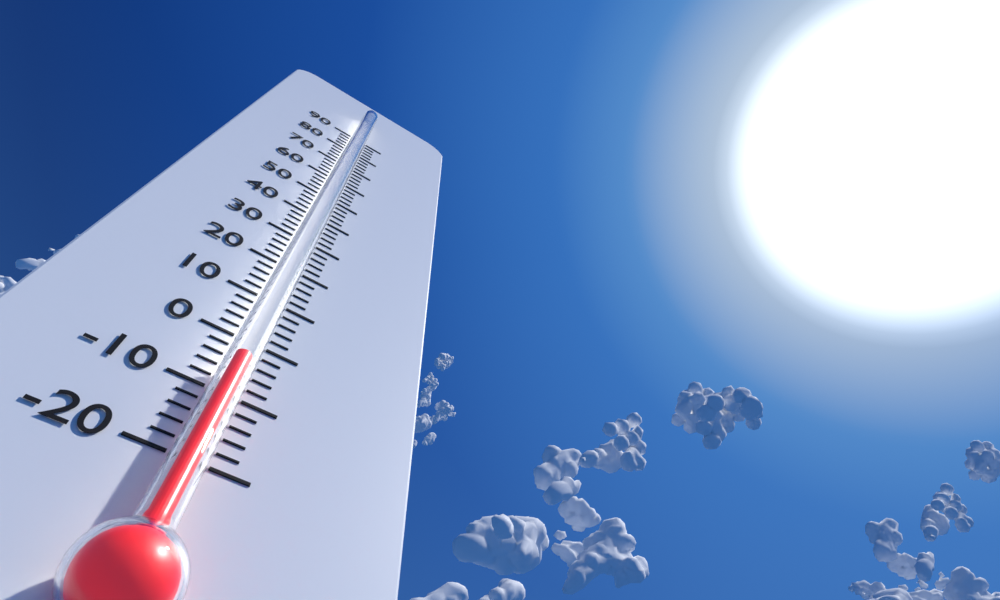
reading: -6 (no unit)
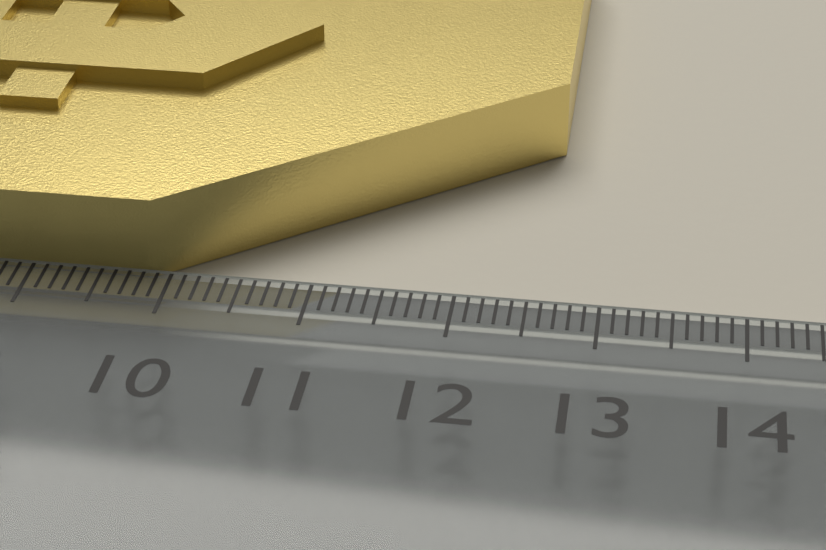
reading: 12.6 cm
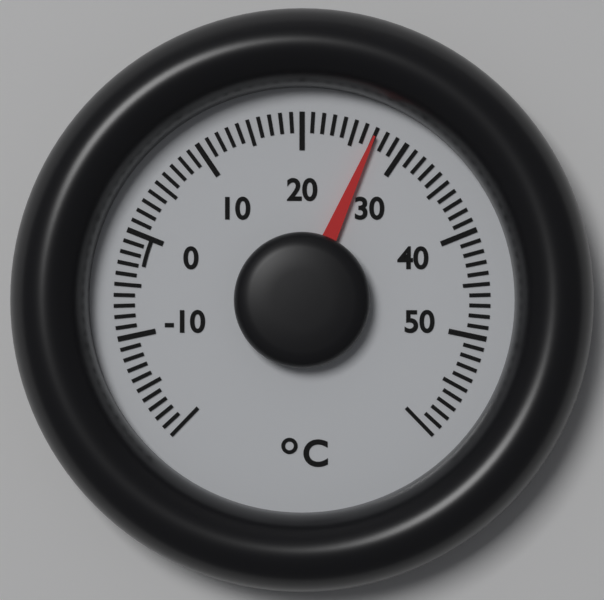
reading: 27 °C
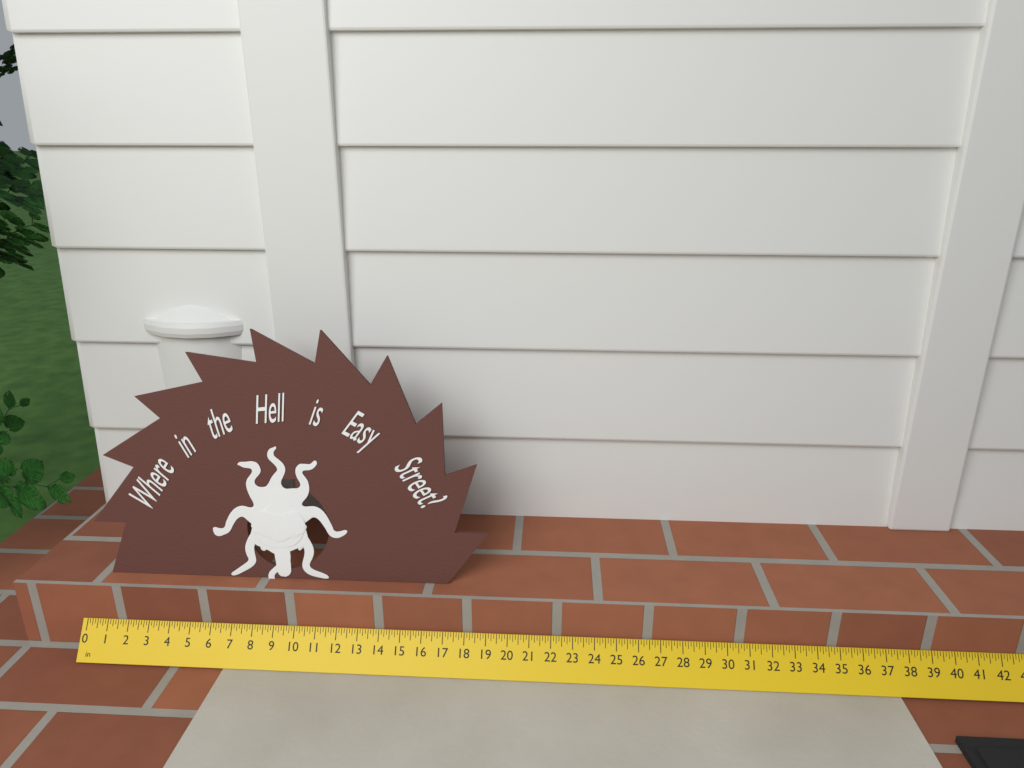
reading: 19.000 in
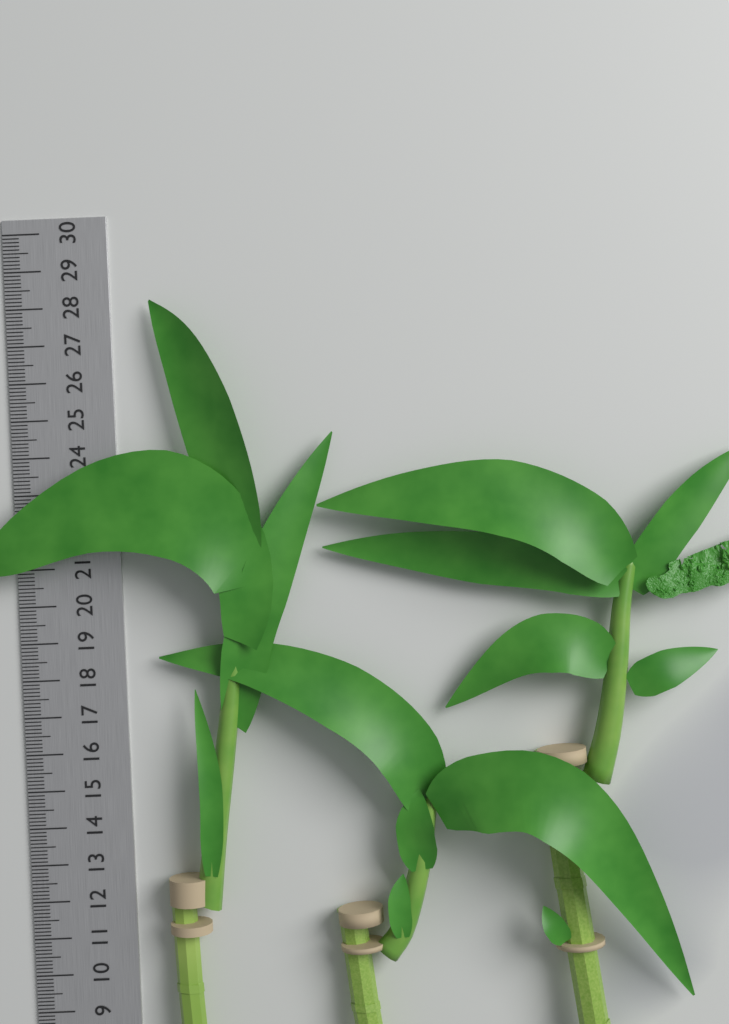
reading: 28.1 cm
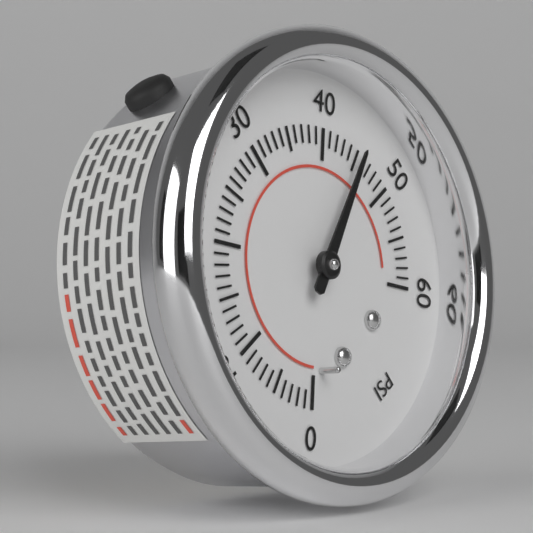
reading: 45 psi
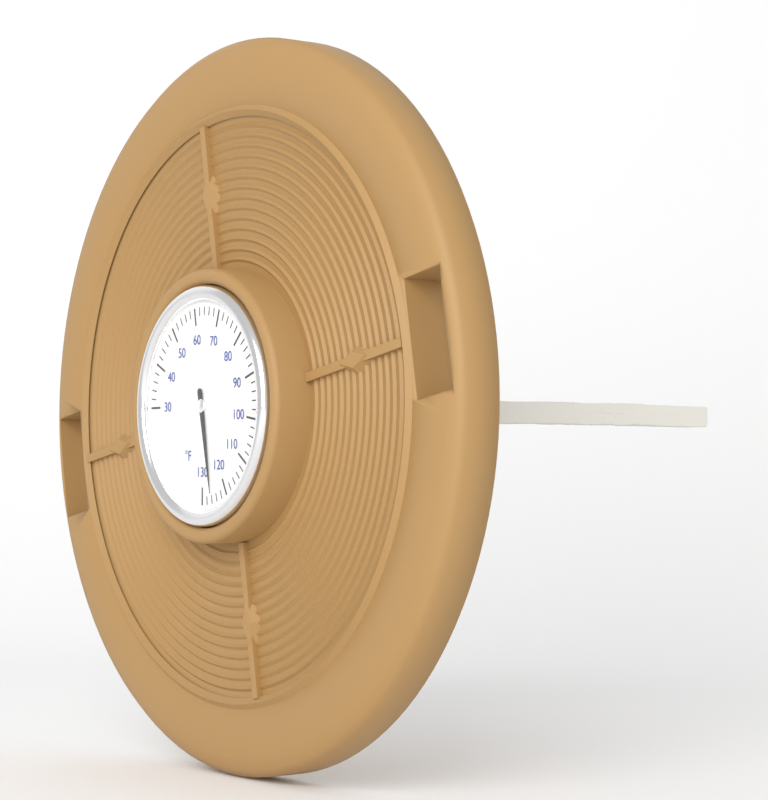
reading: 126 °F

--

- **WHAT YOU NEED TO DO**
Give the data again exactly, image-free.

- **RESPONSE BELOW**
reading: -6 (no unit)
reading: 12.6 cm
reading: 27 °C
reading: 19.000 in
reading: 28.1 cm
reading: 45 psi
reading: 126 °F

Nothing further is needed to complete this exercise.